THEORIES FOR SIBNEFT RAID AND SKURATOV RESIGNATION PROLIFERATE.

Publication: Monitor Volume: 5 Issue: 25

Russian media continues to speculate on the February 2 Sibneft raid, the question of whether it was linked to Skuratov’s apparently forced resignation and the larger implications of both events. Most media have ruled out the Kremlin’s explanations for Skuratov’s departure. Officially, the Kremlin says he stepped down for health reasons. Off the record, Kremlin officials have said that Yeltsin thought that Skuratov was not energetic enough in combating political extremism and solving high-profile murders and other crimes, such as last November’s murder of State Duma deputy Galina Starovoitova. Yeltsin has promised that the killers of Starovoitova and other public figures, such as television journalist Vyadeslav Listiev, will be brought to justice. Several among the media noted that Skuratov never complained of health problems. Others noted that the Prosecutor General’s Office under Skuratov made arrests in two high-profile cases–the 1994 murder of “Moskvy komsomolets” [M-K] journalist Dmitri Kholodov and the 1996 bombing at a Moscow cemetery, which killed fourteen people.

M-K, which reported on February 3 that Skuratov was fired for opposing the raid on the offices of Sibneft and Atoll, today reversed itself, saying that Skuratov had signed off on the searches, and was removed for that reason. Moscow Mayor Yuri Luzhkov put forward a similar version, saying that Skuratov was probably removed by those who were behind the spying on the First Family–meaning, of course, Berezovsky and his allies. “Komsomolskaya pravda” today put forward six possible versions. According to one, Skuratov did indeed sanction the raids on Sibneft and Atoll. But, while the Kremlin was clearly unhappy with the fact that a Berezovsky-controlled structure had been spying on the president’s family, it needs Russian Public Television, which Berezovsky controls. According to this version, “the president trusts [Berezovsky] more than the communists,” and was extremely disturbed by Skuratov’s contacts with Viktor Ilyukhin, the Communist hardliner who heads the Duma’s security committee (Komsomolskaya pravda, February 4).

According to yet another version, Skuratov was removed due to the results of his office’s investigation into the role the Central Bank played in last August’s financial collapse. Skuratov’s investigators reportedly found that top Central Bank officials had “actively played on the market of GKOs”–Russia’s now-defunct Treasury bills–and had “transferred into the hands of unknown offshore companies in the Bahamas management control over all of the Russian state’s hard-currency reserves” (Tribuna, February 4). “Komsomolskaya pravda” also said it was possible that the investigation into the Central Bank caused Skuratov’s downfall. It reported that Viktor Gerashchenko, who now heads the Central Bank, has prevented the results of the investigation from going public, because both he and Yeltsin do not want a scandal to erupt while Russia is trying to win new aid from the IMF (Komsomolskaya pravda, February 4).

FOREIGN MINISTERS’ COUNCIL REGISTERS MULTIPLE DIFFERENCES.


Word for word, please copy the line containing "This screenshot has height=508, width=856." and all lines after it in the entries below, and only those, leaving every picture out.

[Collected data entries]
********************
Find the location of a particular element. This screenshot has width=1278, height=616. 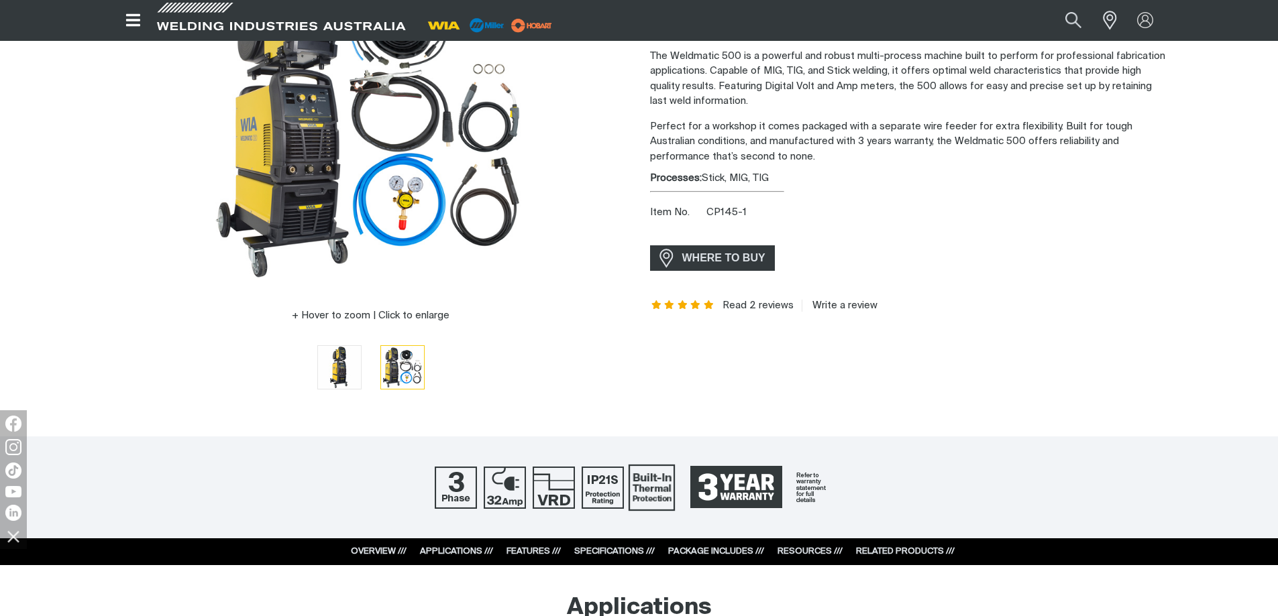

button: Hover to zoom | Click to enlarge is located at coordinates (370, 316).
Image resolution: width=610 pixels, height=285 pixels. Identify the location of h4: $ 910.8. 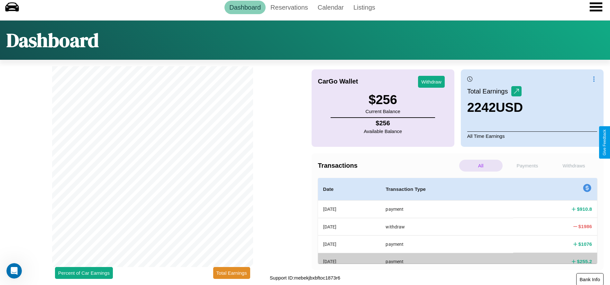
(584, 209).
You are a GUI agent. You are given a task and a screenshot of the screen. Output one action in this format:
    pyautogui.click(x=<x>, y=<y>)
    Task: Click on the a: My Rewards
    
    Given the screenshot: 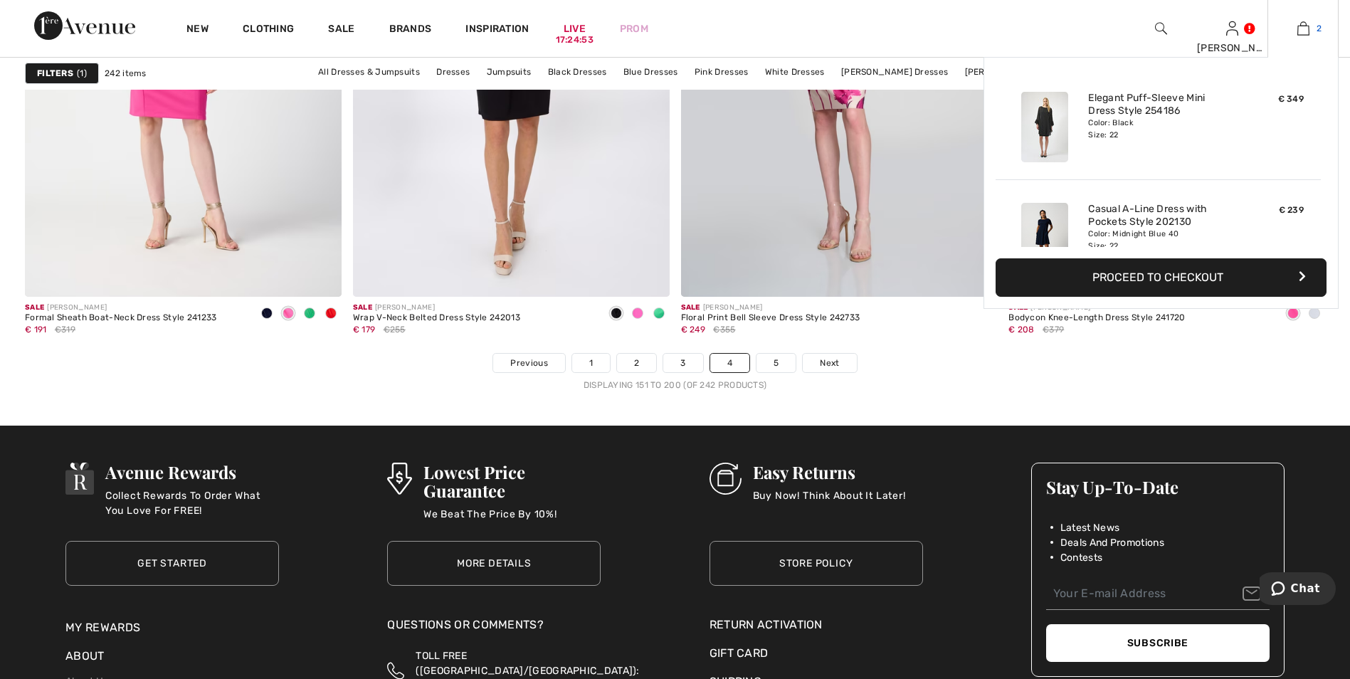 What is the action you would take?
    pyautogui.click(x=102, y=627)
    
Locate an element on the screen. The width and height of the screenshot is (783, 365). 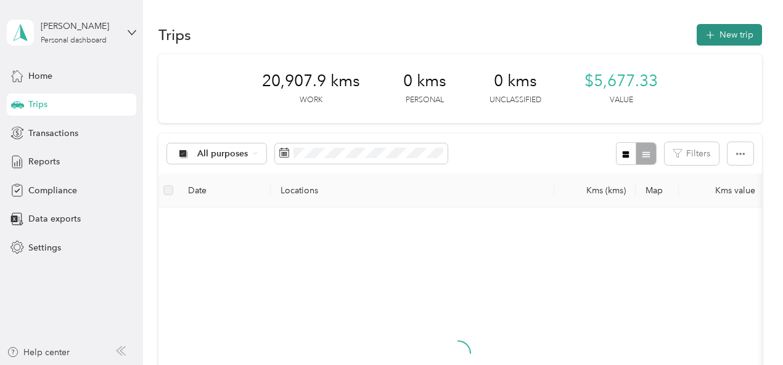
th: Kms (kms) is located at coordinates (595, 190).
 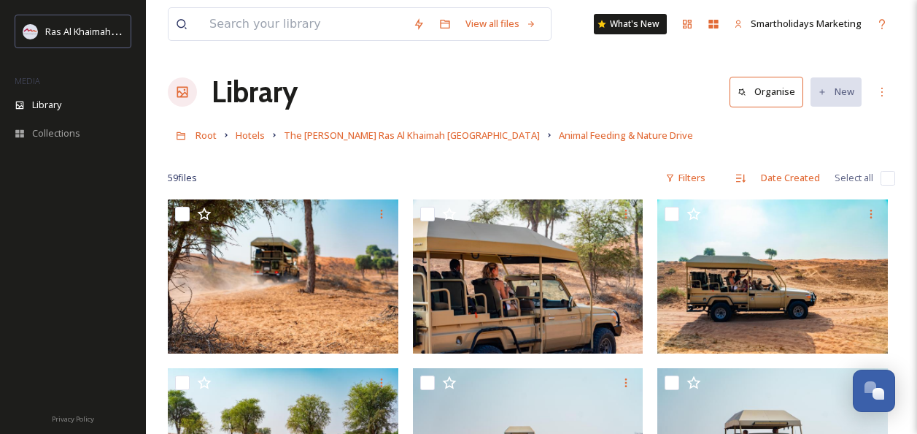 I want to click on button: Organise, so click(x=766, y=91).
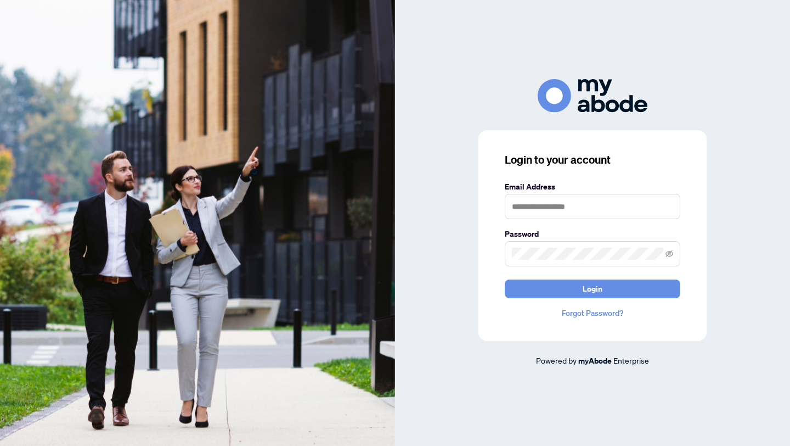  What do you see at coordinates (593, 160) in the screenshot?
I see `h3: Login to your account` at bounding box center [593, 160].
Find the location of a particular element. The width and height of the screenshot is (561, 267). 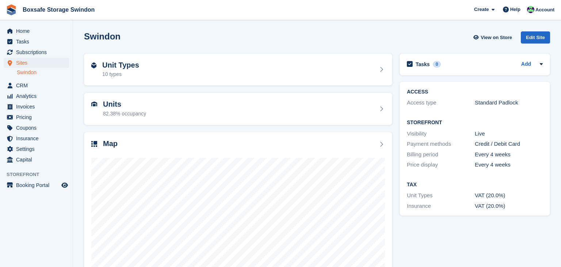

span: CRM is located at coordinates (38, 85).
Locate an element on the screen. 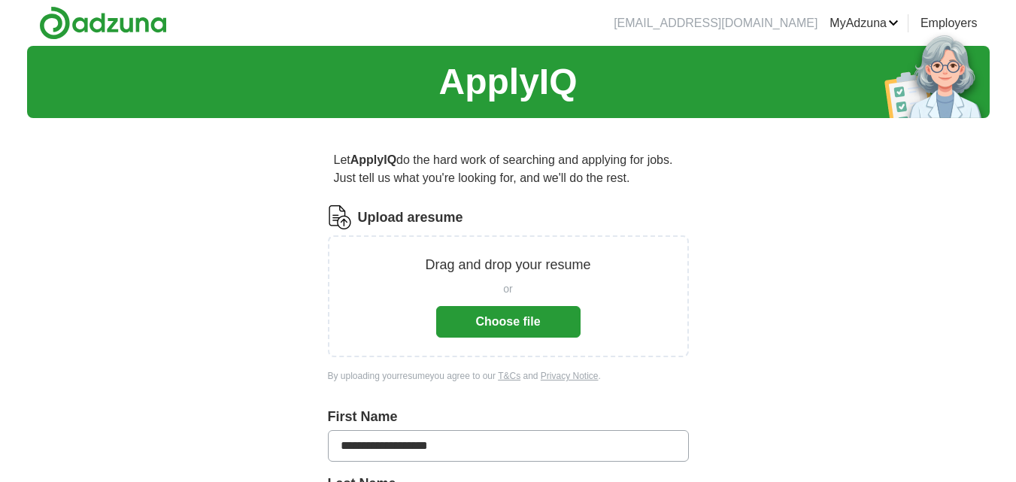  a: Employers is located at coordinates (949, 23).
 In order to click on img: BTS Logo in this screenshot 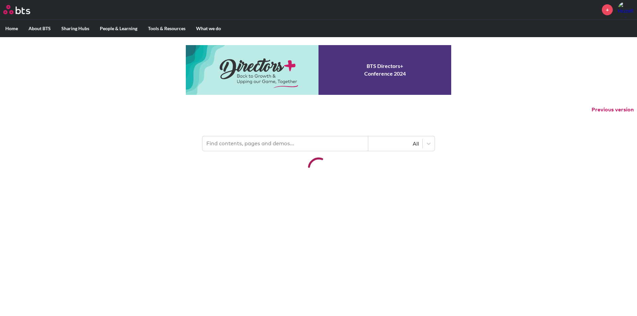, I will do `click(17, 10)`.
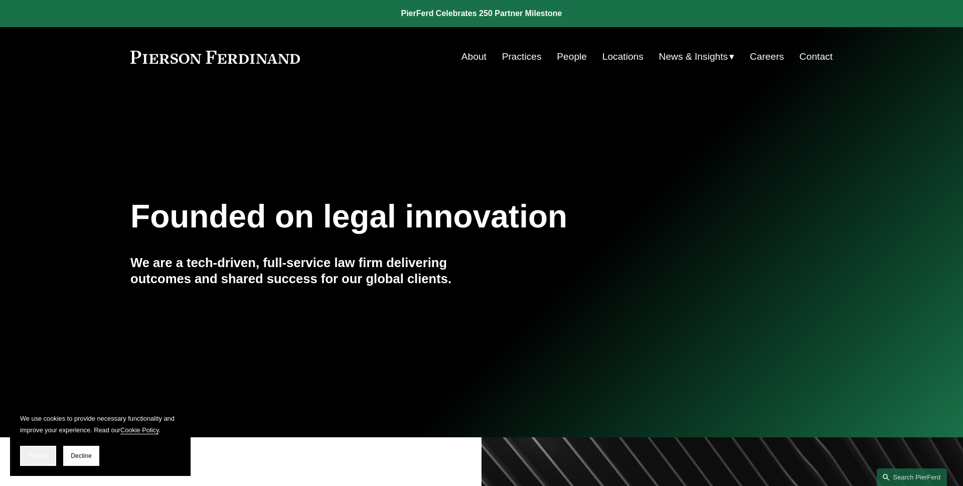 Image resolution: width=963 pixels, height=486 pixels. I want to click on span: News & Insights, so click(694, 57).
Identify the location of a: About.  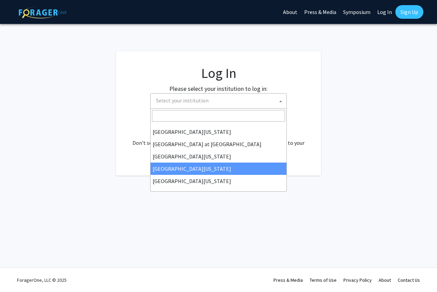
(384, 280).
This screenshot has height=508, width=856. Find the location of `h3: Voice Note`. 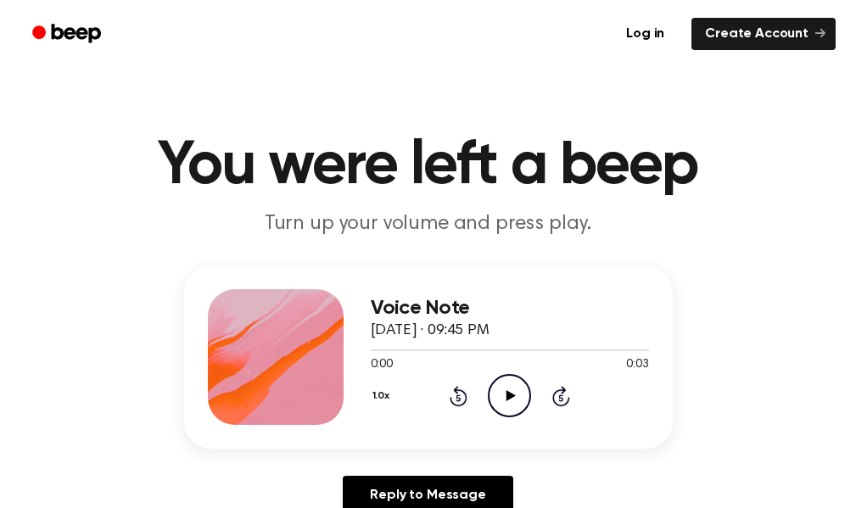

h3: Voice Note is located at coordinates (510, 308).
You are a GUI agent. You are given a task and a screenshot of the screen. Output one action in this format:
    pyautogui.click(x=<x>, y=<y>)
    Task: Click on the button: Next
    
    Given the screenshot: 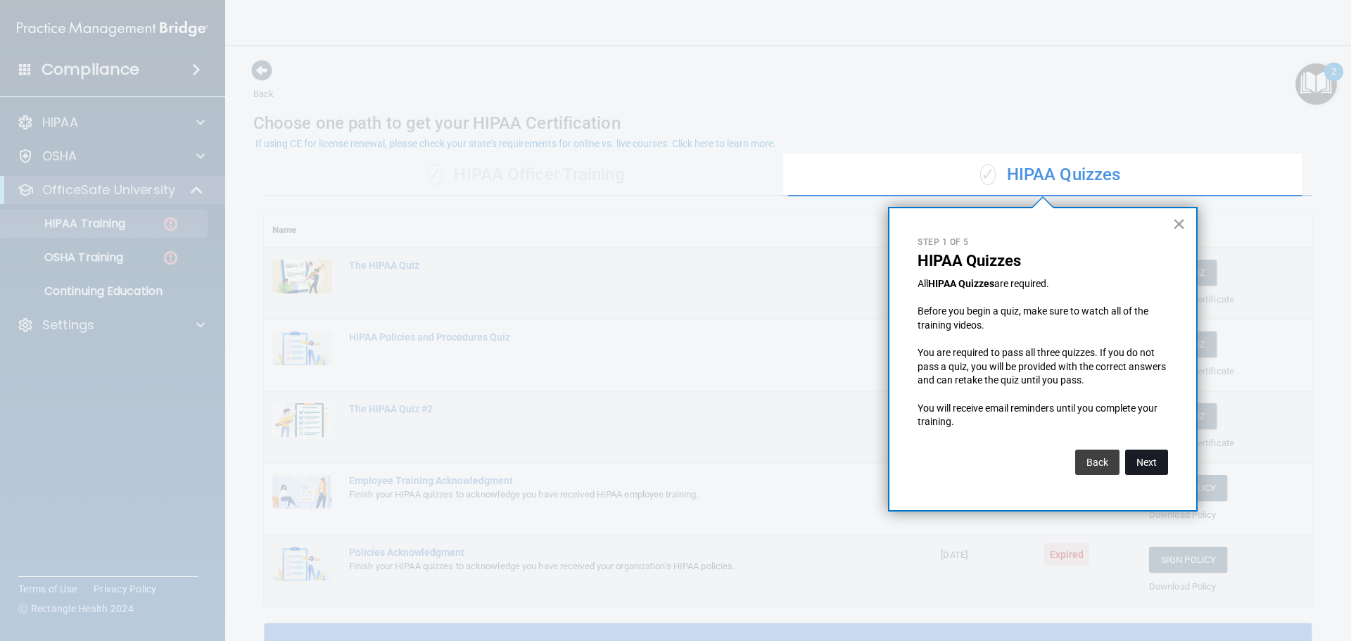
********************
Response to this task:
This screenshot has height=508, width=856. Find the location of `h3: Voice Note`. 

h3: Voice Note is located at coordinates (510, 308).
You are a GUI agent. You are given a task and a screenshot of the screen. Output one action in this format:
    pyautogui.click(x=<x>, y=<y>)
    Task: Click on the button: Next
    
    Given the screenshot: 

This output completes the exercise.